A BCA researcher eventually contacted a clinic in Cancun, where, he was surprised to learn, Dr. Leopold Grant still worked. “That was the key,” said a source close to the investigation. “That’s when we knew we had identified the killer.”
Asked why they didn’t simply call the sheriff’s office and have “Roy Rogers” arrested at the hospital, the source said that “when O’Donnell disappeared, everybody thought he must be the killer. The Sheriff’s Department was involved in the search of O’Donnell’s house, and within a couple of hours, it seemed that everybody in Mankato knew we were looking for him. We didn’t know whether the Sheriff’s Department was leaking, or the hospital—but there was a big leak somewhere. When it came to Rogers, we didn’t want to take any chances. We knew he had at least two guns, taken from O’Donnell’s house, and we knew he was a complete madman. We wanted to take him down quickly, and secretly, without any warning. That’s why we did it the way we did, why we sent Davenport down with his team. These were all very experienced men, as we saw in the way they handled the firefight. And remember, we were only talking about an hour, not a long period of time. There was no long delay.”
Fatefully, when one of the researchers was looking into the “Leo Grant” personnel file, a direct call was made to the hospital. The research request was leaked inside the hospital, and apparently reached “Roy Rogers’s ” ears, who concluded correctly that he had been identified. He rushed from the hospital, back to his apartment, where the confrontation with Millie Lincoln and Mihovil took place, and the race to the hospital began.

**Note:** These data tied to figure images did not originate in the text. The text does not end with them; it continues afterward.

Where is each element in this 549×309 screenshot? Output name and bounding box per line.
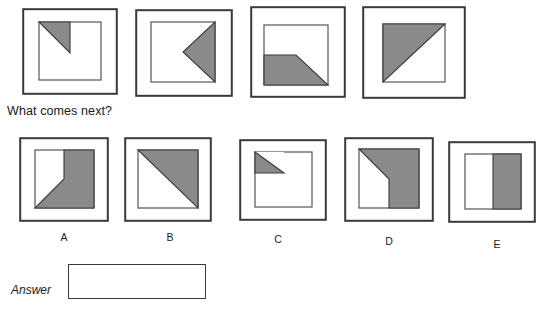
option-b-panel[interactable] xyxy=(124,137,212,222)
option-letter-b: B xyxy=(160,231,180,243)
option-d-panel[interactable] xyxy=(344,137,434,222)
option-letter-e: E xyxy=(487,238,507,250)
sequence-panel-4 xyxy=(362,6,466,99)
sequence-panel-3 xyxy=(250,6,346,98)
option-letter-a: A xyxy=(54,231,74,243)
option-letter-c: C xyxy=(268,233,288,245)
answer-input-box[interactable] xyxy=(68,264,206,299)
option-a-panel[interactable] xyxy=(19,137,109,222)
worksheet-canvas: What comes next? xyxy=(0,0,549,309)
option-e-panel[interactable] xyxy=(448,141,536,223)
sequence-panel-2 xyxy=(135,9,233,97)
option-c-panel[interactable] xyxy=(239,139,327,221)
question-prompt: What comes next? xyxy=(7,104,112,118)
sequence-panel-1 xyxy=(22,8,118,95)
option-letter-d: D xyxy=(379,235,399,247)
answer-label: Answer xyxy=(11,283,51,297)
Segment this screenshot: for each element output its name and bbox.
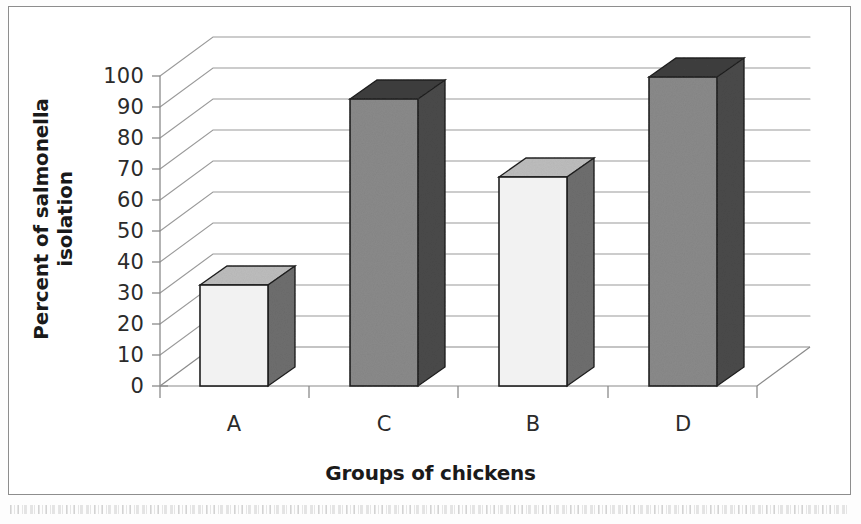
y-tick-label-10: 10 xyxy=(82,343,144,367)
x-tick-label-A: A xyxy=(199,412,269,436)
bar-D[interactable] xyxy=(649,58,744,386)
y-tick-label-0: 0 xyxy=(82,374,144,398)
bar-A[interactable] xyxy=(200,266,295,386)
x-tick-label-C: C xyxy=(349,412,419,436)
bar-B[interactable] xyxy=(499,158,594,386)
y-tick-label-100: 100 xyxy=(82,64,144,88)
y-tick-label-60: 60 xyxy=(82,188,144,212)
bar-C[interactable] xyxy=(350,80,445,386)
y-tick-label-20: 20 xyxy=(82,312,144,336)
x-tick-label-B: B xyxy=(498,412,568,436)
scan-artifact-band xyxy=(10,505,850,514)
y-tick-label-70: 70 xyxy=(82,157,144,181)
x-tick-label-D: D xyxy=(648,412,718,436)
y-axis-title: Percent of salmonella isolation xyxy=(29,74,77,364)
y-tick-label-80: 80 xyxy=(82,126,144,150)
y-axis xyxy=(152,76,168,386)
figure-canvas: 100 90 80 70 60 50 40 30 20 10 0 A C B D… xyxy=(0,0,861,524)
x-axis-title: Groups of chickens xyxy=(0,461,861,485)
y-tick-label-30: 30 xyxy=(82,281,144,305)
y-tick-label-40: 40 xyxy=(82,250,144,274)
x-axis-ticks xyxy=(160,386,757,398)
y-tick-label-50: 50 xyxy=(82,219,144,243)
y-tick-label-90: 90 xyxy=(82,95,144,119)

ONE QUESTION POSED by Ignace and left out of the story when Lucas couldn’t answer it was “Why did O’Donnell take all of his money out of the bank the day he disappeared?”

Lucas shook his head. “We don’t know. We may never know.”

IGNACE IDENTIFIED LUCAS variously as a BCA official, an investigator, a state law-enforcement officer, a researcher, a source close to the investigation, a source who asked not to be identified, and a highly placed state official.

Because he actually named Rose Marie Roux, Carlton Aspen, the commissioner of the Department of Human Services, and Jerald Wald, the Senate majority leader, Ignace felt safe in saying that his sources included “police officers, state officials, legislators, and people directly involved in the firefight at St. John’s.”

ON THE EVENING THAT he finished the story, Ignace spent several hours on the Internet, checking apartment prices in Manhattan.

ROSE MARIE, ON READING the story the next morning, was pleased. “It might not be
the
truth, but it’s
one
truth, and best of all, its
ours
,” she said. She added, with some satisfaction, “The goddamn DHS is fucked.”

THE MORNING AFTER he talked to Ignace, Lucas woke up, expecting to get out of the hospital, to find an exhausted and angry Weather sitting next to his bed.

“Wait’ll I get you home,” she said. Her eyes drifted toward a nurse.

“Where’s everybody else?” Lucas said.

“They’re still back in London. I didn’t have time to get everybody here. Lucas, we gotta talk. I’m your wife. You don’t get shot and don’t tell me about it . . .” Tears started down her face.